Three more ministers have resigned from the cabinet of embattled Australian Prime Minister Malcolm Turnbull, further lowering his chances of continued leadership, as a second premiership vote looms at parliament.
In a major blow, Turnbull’s influential Finance Minister Mathias Cormann, along with the ministers of employment and education, resigned and announced that he no longer supported the incumbent premier on Thursday.
“It is in the best interests of the [ruling] Liberal Party to help manage an orderly transition to a new leader,” said Cormann.
The 63-year-old prime minister narrowly won a first leadership vote, against Peter Dutton, his then-home affairs minister, 48 to 35 on Tuesday.
Dutton, who resigned from his cabinet post after losing the vote, said on Wednesday that he had lobbied in parliament for support and was now confident that he would be chosen for leadership this time.
“Earlier this morning, I called the prime minister to advise him that it was my judgment that the majority of the party room no longer supported his leadership,” Dutton said in a brief statement, adding, “As such, I asked him to convene a meeting of the Liberal Party at which I would challenge for the leadership of the parliamentary Liberal Party.”
In response, Turnbull said he would call a party meeting for midday on Friday (0200 GMT) if he received a letter with the signatures of 43 legislators for a new vote. He added that he would not stand in the vote and would quit parliament provided that a leadership spill motion was then passed.
“If the motion is carried, I will treat that as a vote of no confidence and I will not stand as a candidate in the ballot,” Turnbull told reporters in the capital, Canberra, later in the day.
If the confidence vote is held and Turnbull fails to secure it, he will practically set up a contest for leadership among Dutton, Treasurer Scott Morrison, and Foreign Minister Julie Bishop. The latter two have only lately thrown their hats into the leadership ring.
Local media reported that Morrison, Turnbull’s right-hand man, would stand for the leadership in an attempt to derail Dutton’s run for power.
Bishop, too, has been deputy leader of the party since 2007.
Before the three ministerial resignations that came on Thursday, ten other ministers, Dutton included, had already resigned.
Turnbull accepted only two of the earlier resignations, those of Dutton and International Development Minister Concetta Fierravanti-Wells. He insisted on Wednesday that the eight others had since “given me unequivocal assurances of continuing loyalty and support.”
There are mixed views regarding Dutton. His supporters describe him as a pragmatic legislator who gets things done. His opponents accuse him of holding a racist and a strong anti-refugee worldview.
The forty-seven-year-old Dutton has promised that he would focus on lowering electricity prices, cutting immigration to ease population pressures, and boost water investment to help drought-stricken farmers if he becomes prime minister.
In the past decade alone, three sitting PMs have been replaced by party rivals within their first terms.
Australia is due to hold general elections before May next year.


■ **AIM OF THE EXERCISE**
What is needed is every line from the one holding "At what (x,y)" to the last line of the data below, printed exactly and without pictures.

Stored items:
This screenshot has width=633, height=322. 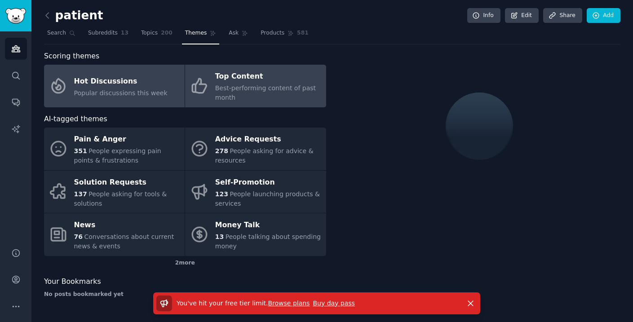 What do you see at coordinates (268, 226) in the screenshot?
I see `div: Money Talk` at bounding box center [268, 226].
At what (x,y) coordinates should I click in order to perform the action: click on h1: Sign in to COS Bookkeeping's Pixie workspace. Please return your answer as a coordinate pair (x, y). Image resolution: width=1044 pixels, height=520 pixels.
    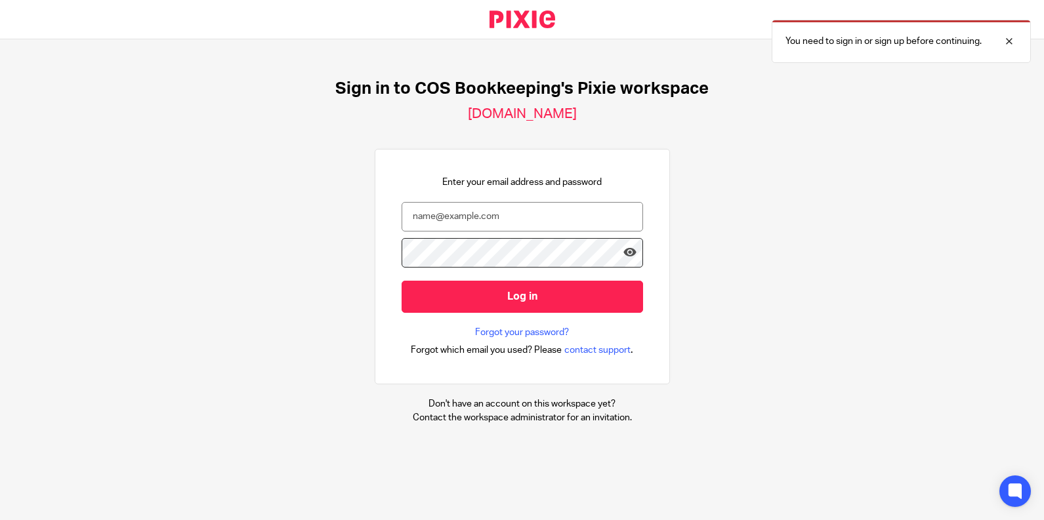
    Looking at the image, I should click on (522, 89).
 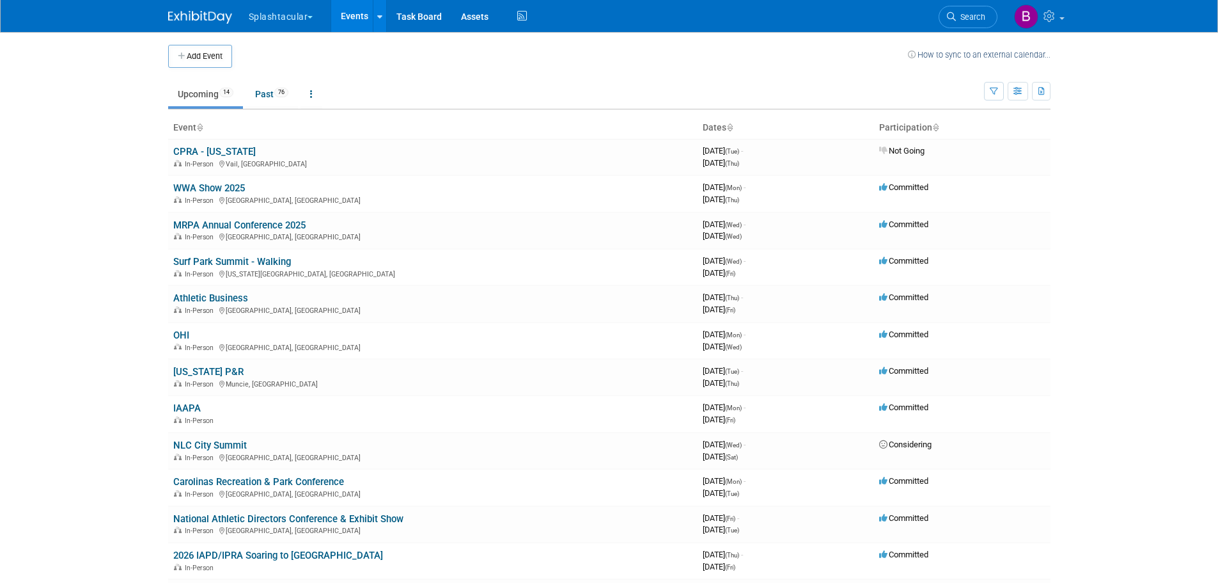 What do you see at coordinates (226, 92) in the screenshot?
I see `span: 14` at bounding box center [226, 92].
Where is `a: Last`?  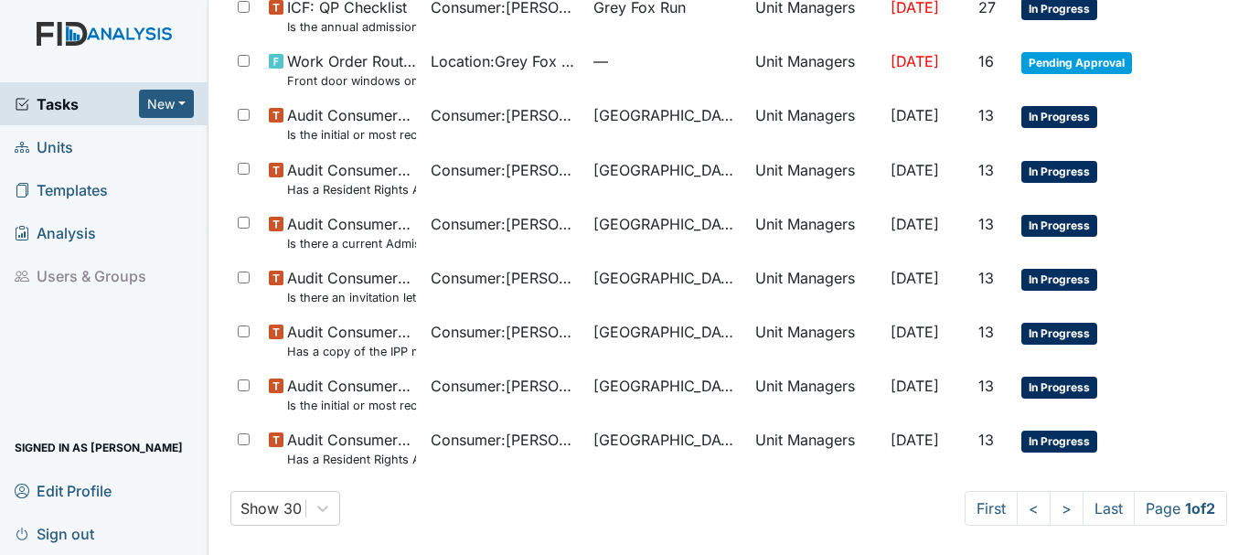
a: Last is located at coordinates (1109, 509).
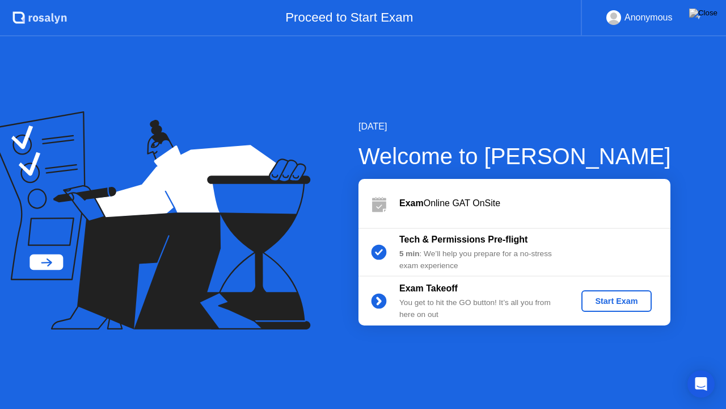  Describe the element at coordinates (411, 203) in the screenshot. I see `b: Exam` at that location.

■ **WRITTEN SOLUTION**
At what (x,y) coordinates should I click in order to perform the action: click on h1: Sign in to COS Bookkeeping's Pixie workspace. Please return your answer as a coordinate pair (x, y). Image resolution: width=1044 pixels, height=520 pixels.
    Looking at the image, I should click on (522, 89).
  What do you see at coordinates (226, 92) in the screenshot?
I see `span: 14` at bounding box center [226, 92].
Where is `a: Last`?  
a: Last is located at coordinates (1109, 509).
  Describe the element at coordinates (411, 203) in the screenshot. I see `b: Exam` at that location.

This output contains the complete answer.